Saturday, March 26, 2011

Why Write?


Why write about troubling things? Wouldn’t it do just as well to talk about them — or just forget them? After all, you can’t change the past. It’s the future that matters!

This is a common question, and an important one. The short answer is that talking can be as good as writing, ideally even better, but there is a caveat. First let’s back up and look at the reason it’s important to address troubling things in the past:

Although a few psychotherapists had begun using journaling in their practices by 1970, systematic research on the healthful benefits of writing did not begin until 1986 when James Pennebaker and Sandra Beall published results of a ground-breaking research study intended to discover whether writing about traumatic experiences for twenty minutes on each of four days could bring about catharsis as effectively as talking about it. Indeed it did, and among the measures they used were physical and emotional health indicators. Over time this became one of the most commonly replicated studies around. More than two hundred variations have been conducted since then to support and amplify the initial findings.

Prior to the study on writing, Pennebaker had been involved in research on trauma and found that over half the people he surveyed had significant traumas like deaths, accidents, fires, or abuse in their lives prior to the age of 17. Using frequency of doctor visits as a measure, those who had experienced any kind of traumas had twice as many doctor visits as those who were trauma free. More significantly, those who had never told anyone about their experience had 40% more visits than those who had disclosed the event. After the study, doctor visit rates dropped for participants.

Disclosure helps. He designed the study about writing because not everyone has a safe or appropriate person to confide in, but anyone can write. People who participated in his study often told him later that they felt relieved, physically better, or even that the writing had changed their lives.

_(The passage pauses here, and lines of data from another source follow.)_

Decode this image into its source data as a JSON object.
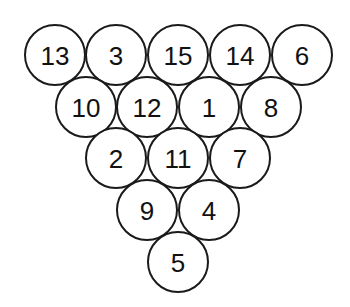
{
  "diagram": {
    "title": "",
    "type": "triangle rack of numbered balls",
    "radius": 30,
    "rows": [
      {
        "y": 55,
        "balls": [
          {
            "x": 55,
            "label": "13"
          },
          {
            "x": 116,
            "label": "3"
          },
          {
            "x": 178,
            "label": "15"
          },
          {
            "x": 240,
            "label": "14"
          },
          {
            "x": 302,
            "label": "6"
          }
        ]
      },
      {
        "y": 107,
        "balls": [
          {
            "x": 86,
            "label": "10"
          },
          {
            "x": 147,
            "label": "12"
          },
          {
            "x": 209,
            "label": "1"
          },
          {
            "x": 271,
            "label": "8"
          }
        ]
      },
      {
        "y": 158,
        "balls": [
          {
            "x": 116,
            "label": "2"
          },
          {
            "x": 178,
            "label": "11"
          },
          {
            "x": 240,
            "label": "7"
          }
        ]
      },
      {
        "y": 210,
        "balls": [
          {
            "x": 147,
            "label": "9"
          },
          {
            "x": 209,
            "label": "4"
          }
        ]
      },
      {
        "y": 262,
        "balls": [
          {
            "x": 178,
            "label": "5"
          }
        ]
      }
    ],
    "stroke_color": "#1a1a1a",
    "background_color": "#ffffff"
  }
}
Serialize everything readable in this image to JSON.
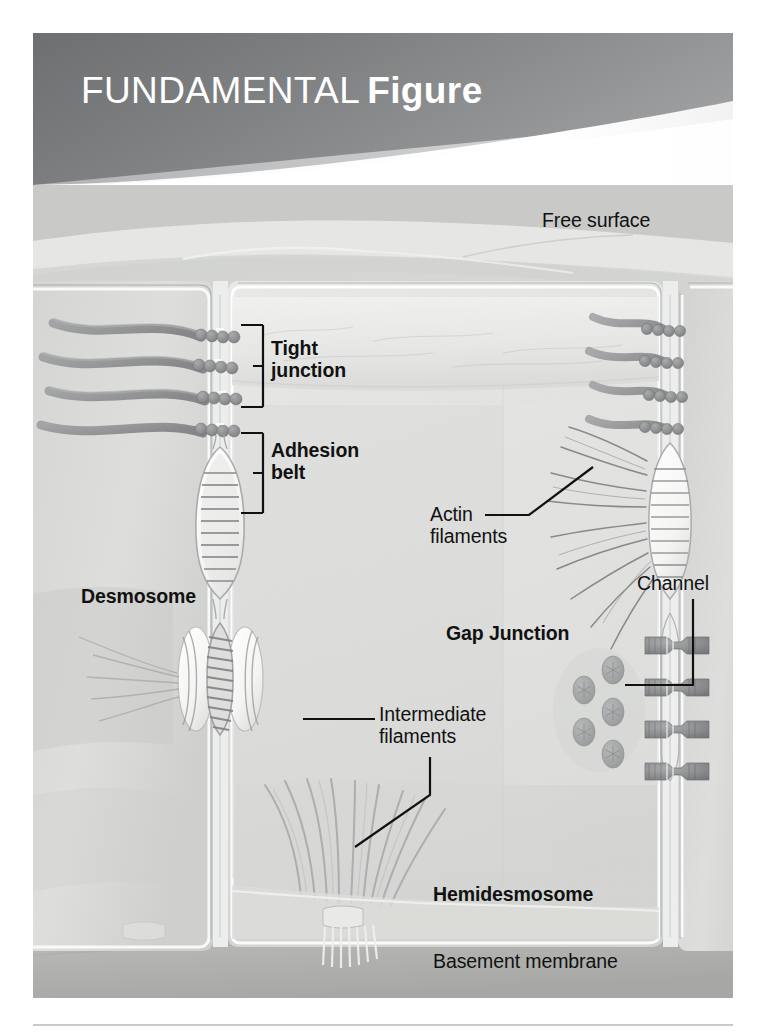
{
  "header": {
    "title_light": "FUNDAMENTAL",
    "title_bold": "Figure",
    "background_color": "#808285",
    "text_color": "#ffffff",
    "swoosh_color": "#ffffff"
  },
  "figure": {
    "background_color": "#d8d8d6",
    "basement_membrane_color": "#b6b7b5",
    "cell_fill_color": "#e2e3e1",
    "outline_color": "#8e9091",
    "structure_color": "#8a8c8e",
    "label_color": "#111111"
  },
  "labels": {
    "free_surface": "Free surface",
    "tight_junction": "Tight\njunction",
    "adhesion_belt": "Adhesion\nbelt",
    "desmosome": "Desmosome",
    "actin_filaments": "Actin\nfilaments",
    "gap_junction": "Gap Junction",
    "channel": "Channel",
    "intermediate_filaments": "Intermediate\nfilaments",
    "hemidesmosome": "Hemidesmosome",
    "basement_membrane": "Basement membrane"
  },
  "label_styles": {
    "free_surface": "regular",
    "tight_junction": "bold",
    "adhesion_belt": "bold",
    "desmosome": "bold",
    "actin_filaments": "regular",
    "gap_junction": "bold",
    "channel": "regular",
    "intermediate_filaments": "regular",
    "hemidesmosome": "bold",
    "basement_membrane": "regular"
  }
}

Writing has one significant advantage over talking about a situation. It’s human nature to play to your audience as you tell as story. If you have a sympathetic listener, you may play up some aspects. If you sense frowns and disapproval, you are likely to withhold certain information. The balance between desire for approval, desire to “come clean,” to protect yourself, and to protect the other person can be tricky and present additional challenges. When you write, you don’t have to tell a soul, and you can be blazingly honest, perhaps exploring certain aspects you’d never mention to anyone else.

In an ideal situation, if you talk to exactly the right person who is able to fully empathize and step into your pain or distress with you for a short time, you may experience even fuller relief for having been witnessed, heard, respected, and accepted “in spite of it all.” If you have access to such a person, by all means, count your blessings! If not, haul out the pen and paper — or keyboard.

The bottom line from the trauma research leading Pennebaker into exploring the therapeutic aspects of writing is that even if you don’t tell a soul about your traumatic events and emotional upheavals, you may be experiencing lingering health effects you are not even aware of. By writing about them, you are able to come to a sense of resolution and experience improvements in both physical and emotional health.

Write now: set aside twenty minutes or longer at a time when you won’t be interrupted or hurried, and write about an emotional upheaval in your life. Write longer if you wish, and continue for up to four days if you want. You can keep what you write if you want, or even share it, but it’s fine to tear it up or burn it. Ideally you should keep writing until your thoughts begin to form into a sort of coherent narrative or story about the event, and you’ve developed some new insight.